Statistically significant

A

the finding is likely not due to chance.

21
Q

Sampling error

A

a statistical error that occurs when an analyst does not select a sample that represents the entire population of data

22
Q

Crude rates

A

with age standardisation allowing us to answer which diseases are the most common for Māori or which disease cause the greatest numbers of death for Māori.

23
Q

Socio-economic disadvantage

A

Socio-economic advantage and disadvantage can be defined as people’s access to material and social resources, and their ability to participate in society.

Socio-economic disadvantage has been found to explain approximately half of ethnic inequity in mortality for Māori adult males, and just over 40% for Māori adult females.

24
Q

Preventative care

A
  • Before they occur or become more severe
  • Aim to detect early when treatment or management is more effective and less costly.
    o Regular health screenings – blood pressure checks, cholesterol screenings, mammograms, pap smears, vaccinations.
    o Health counselling and education – healthy lifestyle choices, nutrition, exercise, smoking cessation, safe sex practices, and substance abuse prevention, sleep, stress.
    o Immunisations and vaccinations
    o Preventative medications
25
Q

Diagnostic test

A
  • Identify or confirm the presence of disease, condition or problem
  • Play a role in diagnosing, monitoring, guiding decisions and assessing overall health
    o Lab tests
    o Imaging tests
    o Biopsy
    o ECG (heart)
    o Diagnostic – internal structures or organs, endoscopy, colonoscopy, angiography.
26
Q

Acute illness

A
  • Managing or resolving sudden onset health problems or conditions
  • Rapid onset and short duration
  • Examples: influenza, UTI, heart attacks, broken bones

Acute = emergency departments

27
Q

Chronic conditions

A
  • Controlling symptoms, minimising complications, improving quality of life, providing disease progression
    o Comprehensive assessment
    o Patient education
    o Medication management
    o Lifestyle modifications
    o Regular monitoring and follow up
    o Self-management support
    o Coordinator of care
    o Mental health support
    o Preventative care
    o Advanced care planning – end of life care, align treatment goals with patient values and preferences
28
Q

Unmet need

A

due to long waits, cost or distance to travel.

29
Q

Mental health

A

Community treatment order – the patient lives in the community and they are treated in the community.

Inpatient treatment order – the patient to stay in the hospital for treatment.

Indefinite treatment order – compulsory treatment orders which do not have an end date.

Seclusion – a person is placed alone in a room or area, at any time and for any duration, from which they cannot freely exit.
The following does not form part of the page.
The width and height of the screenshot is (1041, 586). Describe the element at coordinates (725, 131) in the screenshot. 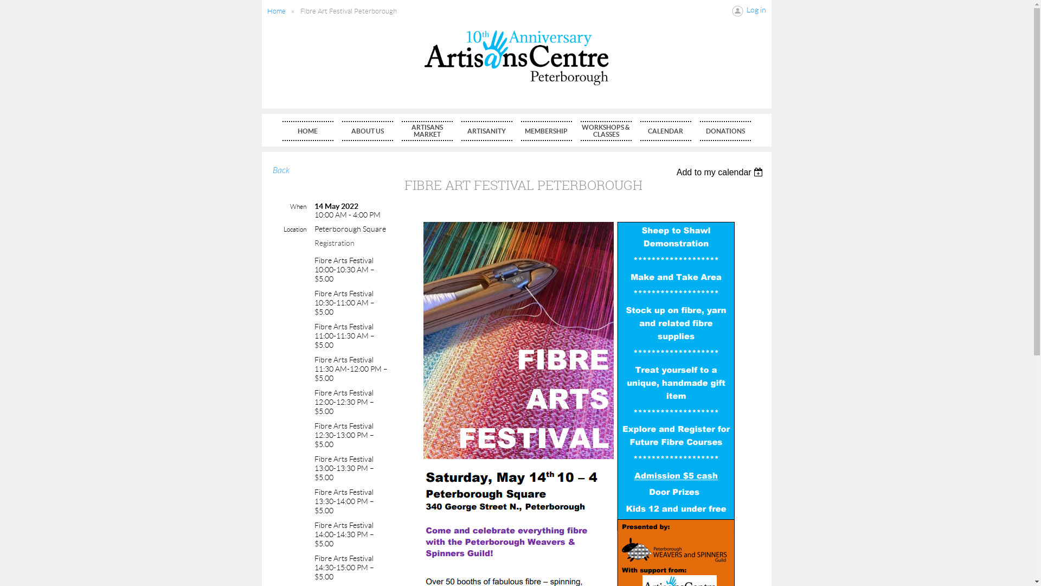

I see `DONATIONS` at that location.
It is used to control or compel behaviour rather than for any therapeutic benefit.

Compulsion – the use of force to make a person accept treatment that has been refused. It is used to control or compel behaviour rather than for any therapeutic benefit.

Restraint – the use of any intervention that limits a person’s normal freedom of movement.
* Personal – use of one’s body to limit another’s movement.
* Environmental – restricting access to one’s environment.
* Mechanical – the use of equipment to limit movement.
* Chemical – the use of medications.